Mr. Gilbert had the earnest mania for self-improvement which has blighted the lives of so many young men.
Christopher MorleyWhen you sell a man a book, you don't sell him 12 ounces of paper and ink and glue - you sell him a whole new life.
Christopher MorleyNever write up your diary on the day itself, for it takes longer than that to know what happened.
Christopher MorleyThere is an innate decorum in man, and it is not fair to thrust Truth upon people when they don't expect it. Only the very generous are ready for Truth impromptu.
Christopher MorleyHappiness is surely the best teacher of good manners: only the unhappy are churlish in deportment.
Christopher MorleyHeavy hearts, like heavy clouds in the sky, are best relieved by the letting of a little water.
Christopher MorleyThe man who never in his life Has washed the dishes with his wife Or polished up the silver plate - He still is largely celibate.
Christopher MorleyRead, every day, something no one else is reading.

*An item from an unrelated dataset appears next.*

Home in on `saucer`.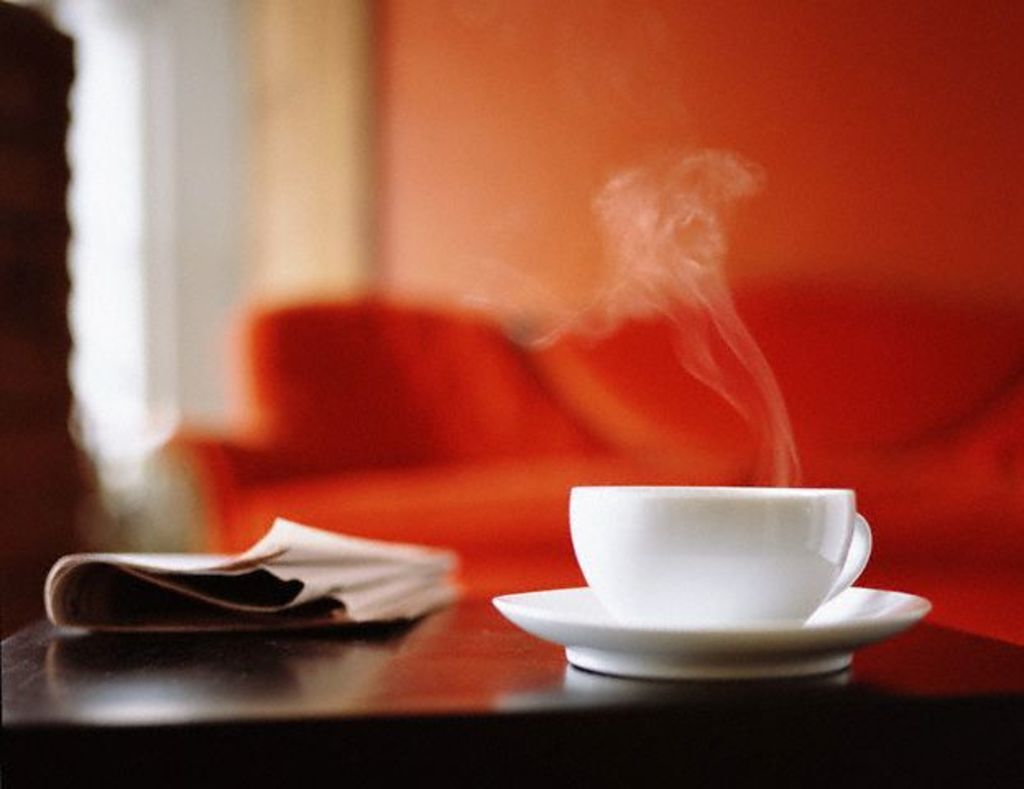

Think, every day, something no one else is thinking.
Christopher MorleyBe prepared for truth at all hours and in the most fantastic disguises. This is the only safety.
Christopher MorleyHumor is perhaps a sense of intellectual perspective: an awareness that some things are really important, others not; and that the two kinds are most oddly jumbled in everyday affairs.
Christopher MorleyLiving in a bookshop is like living in a warehouse of explosives. Those shelves are ranked with the most furious combustibles in the world--the brains of men.
Christopher MorleyThe unluckiest insolvent in the world is the man whose expenditure of speech is too great for his income of ideas.
Christopher MorleyThe world has been printing books for 450 years, and yet gunpowder still has a wider circulation. Never mind! Printer's ink is the greater explosive: it will win.
Christopher MorleyContinually one faces the horrible matter of making decisions. The solution is, as far as possible, to avoid conscious rational decisions and choices; simply to do what you find yourself doing; to float in the great current of life with as little friction as possible; to allow things to settle themselves, as indeed they do with the most infallible certainty.
Christopher MorleyI had a million questions to ask God: but when I met Him, they all fled my mind; and it didn't seem to matter.
Christopher MorleyTruth and Beauty (perhaps Keats was wrong in identifying them: perhaps they have the relation of Wit and Humour, or Rain and Rainbow) are of interest only to hungry people. There are several kinds of hunger. If Socrates, Spinoza, and Santayana had had free access to a midnight icebox we would never have heard of them. Shall I be ashamed of my little mewing truths?... I ask to be forgiven: they are such tiny ones.
Christopher MorleyWhat is the virtue and service of a book? Only to help me live less gingerly and shabbily.
Christopher MorleyBlessed is he who has never been tempted; for he knows not the frailty of his rectitude.
Christopher MorleyAnimal crackers, and cocoa to drink That is the finest of suppers, I think When I'm grown up and can have what I please, I think I shall always insist upon these.
Christopher MorleyBetween ourselves, there is no such thing, abstractly, as a 'good' book. A book is 'good' only when it meets some human hunger or refutes some human error.
Christopher MorleyMan makes a great fuss about this planet which is only a ballbearing in the hub of the universe.
Christopher MorleyAny man worth his salt has by the time he is forty-five accumulated a crown of thorns, and the problem is to learn to wear it over one ear.
Christopher MorleyFrom now until the end of time no one else will ever see life with my eyes, and I mean to make the best of my chance.
Christopher MorleyThe human mind appears suddenly and inexplicably out of some unknown and unimaginable void. It passes half its known life in the mental chaos of sleep. Even when awake it is a victim of its own ill-adjustment, of disease, of age, of external suggestion, of nature's compulsions; it doubts its own sensations and trusts only in instruments and averages.
Christopher MorleyLots of times you have to pretend to join a parade in which you're not really interested in order to get where you're going.
Christopher MorleyPrinter's ink has been running a race against gunpowder these many, many years. Ink is handicapped, in a way, because you can blow up a man with gunpowder in half a second, while it may take twenty years to blow him up with a book. But the gunpowder destroys itself along with its victim, while a book can keep on exploding for centuries.
Christopher MorleyThere is indeed a heaven on this earth, a heaven which we inhabit when we read a good book.
Christopher MorleyPeople like to imagine that because all our mechanical equipment moves so much faster, that we are thinking faster, too.
Christopher MorleyBeware of the conversationalist who adds "in other words." He is merely starting afresh.
Christopher MorleyAmerica is still a government of the naive, for the naive, and by the naive. He who does not know this, nor relish it, has no inkling of the nature of his country.
Christopher MorleyNew York is Babylon : Brooklyn is the truly Holy City. New York is the city of envy, office work, and hustle; Brooklyn is the region of homes and happiness.... There is no hope for New Yorkers, for their glory in Their skyscraping sins; but in Brooklyn there is the wisdom of the lowly.